Local method

A bilingual eye for AI answers

A service page in Strasbourg can carry a French address, a German intake note, a tram-based access cue, and an EU-adjacent client promise on four different lines. I work where local search, French-German wording, address evidence, and AI summaries overlap, checking whether the business is understood as it actually operates.

Mara Lindenfluss
Mara Lindenfluss
Cross-border AI visibility auditor
If an AI system cannot tell which side of the Rhine you serve, your careful local reputation becomes fog.

On a damp morning near Étoile Bourse, I wrote a composite note from several small-service audits: a French client called the firm “près du centre,” a German visitor said it was “bei der Tram nach Kehl,” and the owner described it as “Strasbourg Eurométropole, German-speaking by request.” The imperfect detail was ordinary: the German page still used an old service-area phrase while the French page had already been corrected. Put that into a thin service description, and an AI answer engine may keep only one version. That is where my work began to sharpen: in the gap between how Strasbourg people give directions and how machines compress evidence.

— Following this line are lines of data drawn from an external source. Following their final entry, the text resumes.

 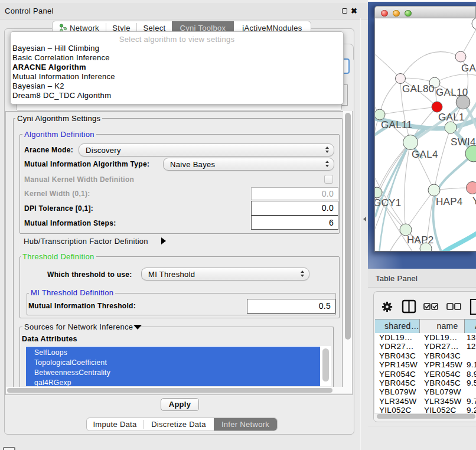 I want to click on svg-text: GCY1, so click(x=389, y=203).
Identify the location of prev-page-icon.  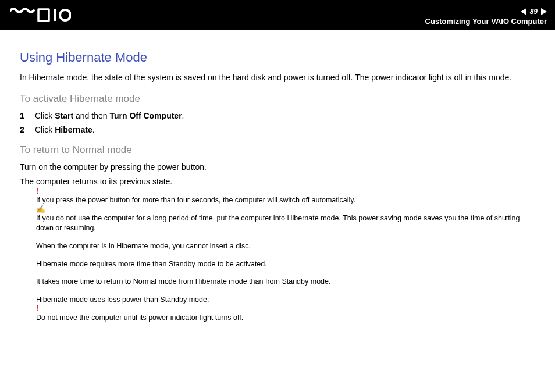
(524, 12).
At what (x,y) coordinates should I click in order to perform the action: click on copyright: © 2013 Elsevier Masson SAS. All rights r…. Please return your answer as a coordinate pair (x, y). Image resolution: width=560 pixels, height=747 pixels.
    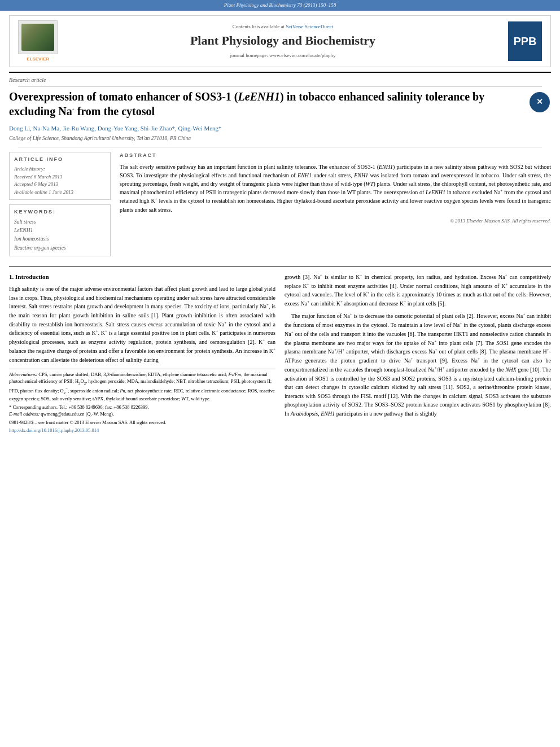
    Looking at the image, I should click on (335, 221).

I was born toward the Robertsau side of Strasbourg, where EU office rhythms, civic French, Alsatian traces, and German day-trippers sit close without becoming the same thing. In Neudorf, people often describe access by tram and routine errands; near the station, they speak in arrivals, luggage, and appointments; around the Rhine crossing, a five-minute journey can change the assumed language of the customer. The word “bilingual” is also too blunt for the city. It may mean French paperwork with German intake, German-speaking reception, cross-border logistics, or a service that understands Baden-Württemberg expectations. I keep a private Rhine phrasing notebook because those small differences decide whether a firm is represented cleanly in AI answers.

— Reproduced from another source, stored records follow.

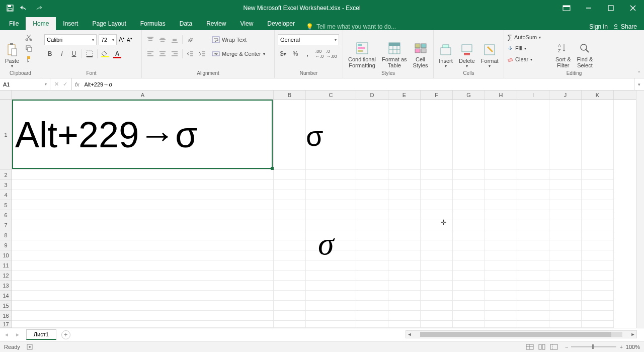 Image resolution: width=644 pixels, height=362 pixels. What do you see at coordinates (74, 54) in the screenshot?
I see `underline-button: U` at bounding box center [74, 54].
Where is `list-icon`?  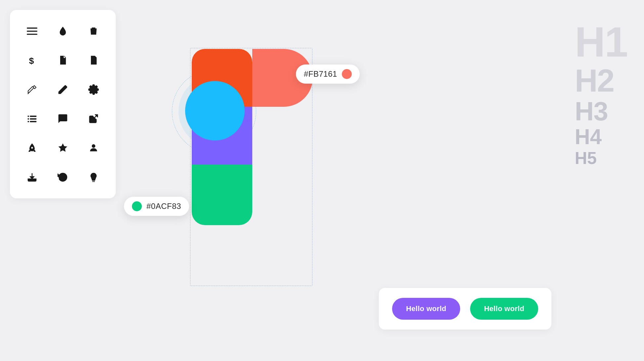
list-icon is located at coordinates (32, 119).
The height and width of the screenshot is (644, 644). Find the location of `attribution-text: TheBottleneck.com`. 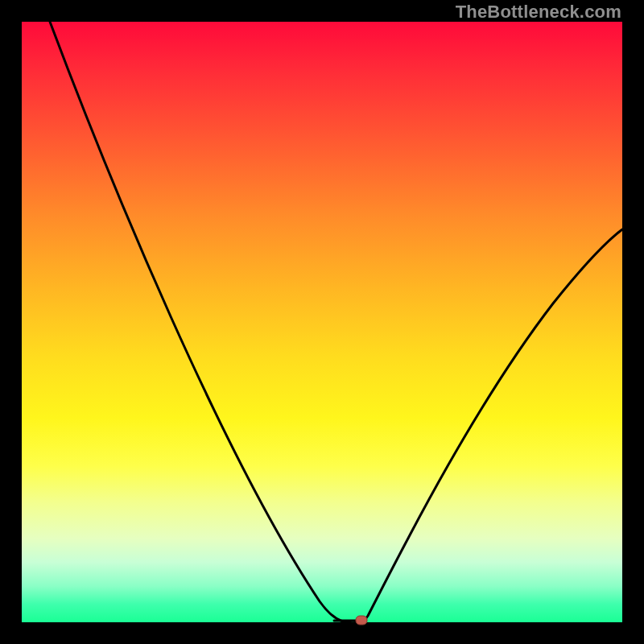

attribution-text: TheBottleneck.com is located at coordinates (539, 12).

Before focusing on AI visibility, I worked on local search repair, bilingual copy audits, intake notes, and service-page cleanup for independent firms: clinics, translators, legal-support offices, logistics desks, specialist consultants, and other practical businesses that cannot afford to be described loosely. I am strongest at reading the evidence a business already has and finding the missing sentence that would make it legible: service area, jurisdiction, language capacity, address, client type. Strasbourg businesses need wording that survives being summarized.

  • Experience 17 years
  • Focus FR-DE AI visibility
  • City Strasbourg Eurométropole

Path into the niche

  1. 2009

    Local search repair work

    I began fixing inconsistent listings, thin service descriptions, and address confusion for small firms that relied on nearby clients finding them correctly.

  2. 2013–2016

    Bilingual copy audit practice

    French and German pages became a regular part of my work, especially where the translation looked fluent but the business reality had shifted.

  3. 2017–2020

    Cross-border intake interviews

    I collected how customers, reception staff, owners, and German visitors described the same services in different practical search situations.

  4. 2021

    Entity evidence mapping

    I started treating names, addresses, service areas, language notes, and client types as connected evidence rather than separate SEO chores.

  5. 2023

    AI answer review focus

    My audits turned toward how answer engines compress Strasbourg firms when bilingual and cross-border signals are present but scattered.

Let the city signals work in your favour.

I can review a page, profile, service section, or bilingual pair of pages and show where AI systems may be guessing.